Parsing JSON into TListBox

Scott P picture Scott P · Jul 16, 2012 · Viewed 11.7k times · Source

Good evening guys!

I'm currently trying to put together a CloudFlare client for the desktop. I've connected to their API and successfully retrieved the JSON results with a POST request (the results of which have been output into a TMemo). I'm now wanting to parse these results into a TListBox (see bolded area for example). The project is being designed in Firemonkey.

Here's the formatted layout of the response with some example content;

{
 - response: {
   |- ips: [
      |- {
         ip: "xxx.xxx.xxx.xxx",
         classification: "threat",
         hits: xx,
         latitude: null,
         longitude: null,
         zone_name: "domain-example1"
         },
       - {
         ip: "yyy.yyy.yyy.yyy",
         classification: "robot",
         hits: yy,
         latitude: null,
         longitude: null,
         zone_name: "domain-example2"
         }
       ]
   }
  result : "success",
  msg: null
}

I've tried several different components - SuperObject, Paweł Głowacki's JSON Designtime Parser, Tiny-JSON, LKJSON and the built in DBXJSON. However, i've no experience with JSON at all and i can't seem to find the most basic of examples that i can get started from. Many of them show sample data, but all the ones i've tried don't seem to work as i'd expect, most likely because i'm misunderstanding them. I'd assume the components work, so i need guidance on getting started.

There are hundreds, often thousands, of results in the ips "array" (i apologise if that's not correct, i'd assume it's known as an array but again, i'm completely new to JSON).

What i'm really looking for is some sort of extremely basic sample code which i can build from (along with what component it uses for parsing and such).

For example, if i wanted to grab every ip from the JSON results, and put each one as a separate item into a TListBox (using TListBox.add method), how would i go about achieving this?

When i say ip, i mean the value (in the formatted layout above, this would be xxx.xxx.xxx.xxx or yyy.yyy.yyy.yyy).

Additionally, if i wanted to find a "record" (?) by it's IP from the JSON results and output the data to a delphi array - e.g.;

Result : Array of String = ['"xxx.xxx.xxx.xxx"','"threat"','xx','null','null','"domain-example1"'];

is that possible with JSON? (If this is seen as a separate question or too unrelated, please feel free to edit it out rather than close the question as a whole).

The closest i got to this had not only the ip's, but every other piece of data in a seperate TListItem (i.e. response, ips, ip, classification, xxx.xxx.xxx.xxx and everything else had it's own item, along with several empty items in between each non-empty item).

I'm sure it's extremely simple to do, but there's so much information on JSON that it's a little overwhelming for people new to the format.

Best Regards, Scott Pritchard.

Answer

Mason Wheeler picture Mason Wheeler · Jul 17, 2012

JSON is very simple and easy to figure out, once you understand the basic concepts.

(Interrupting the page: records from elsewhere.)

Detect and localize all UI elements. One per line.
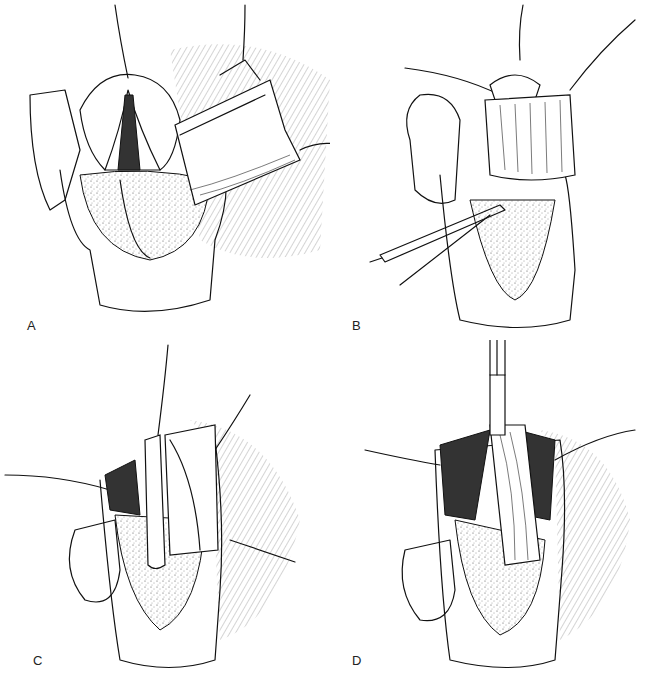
panel-d: D (340, 340, 645, 683)
panel-label-c: C (33, 653, 42, 668)
panel-d-illustration (340, 340, 645, 683)
panel-b-illustration (340, 0, 645, 340)
panel-label-b: B (352, 318, 361, 333)
panel-b: B (340, 0, 645, 340)
panel-label-d: D (352, 653, 361, 668)
panel-a-illustration (0, 0, 330, 340)
panel-c-illustration (0, 340, 330, 683)
panel-a: A (0, 0, 330, 340)
panel-c: C (0, 340, 330, 683)
panel-label-a: A (27, 318, 36, 333)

Have a look at http://json.org, where it explains things.

There are 4 basic concepts in JSON:

A value is any JSON element: a basic string or number, an array, or an object. (Anything but a pair.)

An array should be a familiar concept: an ordered list of values. The main difference from Delphi arrays is that JSON arrays don't have a defined type for the elements; they're simply "an array of JSON values."

A pair is a key-value pair. The key can be a string or a number, and the value can be any JSON value.

An object is an associative map of JSON pairs. You can think of it conceptually as a TDictionary<string, JSON value>.

So if I wanted to take a JSON array of data like that, and put it in a TListBox, I'd do something like this (DBXJSON example, warning: not tested):

procedure TMyForm.LoadListBox(response: TJSONObject);
var
  i: integer;
  ips: TJSONArray;
  ip: TJSONObject;
  pair: TJSONPair;
begin
  ListBox.Clear;
  pair := response.Get('ips');
  if pair = nil then
    Exit;
  ips := pair.value as TJSONArray;
  for i := 0 to ips.size - 1 do
  begin
    ip := ips.Get(i) as TJSONObject;
    pair := ip.Get('ip');
    if pair = nil then
      ListBox.AddItem('???', ip.Clone)
    else ListBox.AddItem(pair.JsonString, ip.Clone);
  end;
end;

Then you have a list of IP addresses, and associated objects containing the full record that you can get at if the user selects one. (If you wanted to put the entire contents of each record into the list control, have a look at TListView. It works better than TListBox for that.)

And if you want to build an array of strings containing all the values, do something like this:

function JsonObjToStringArray(obj: TJsonObject): TArray<string>;
var
  i: integer;
begin
  SetLength(result, obj.Size);
  for i := 0 to obj.Size - 1 do
    result[i] := obj.Get(i).JsonValue.ToString;
end;

This is all just sample code, of course, but it should give you something to build on.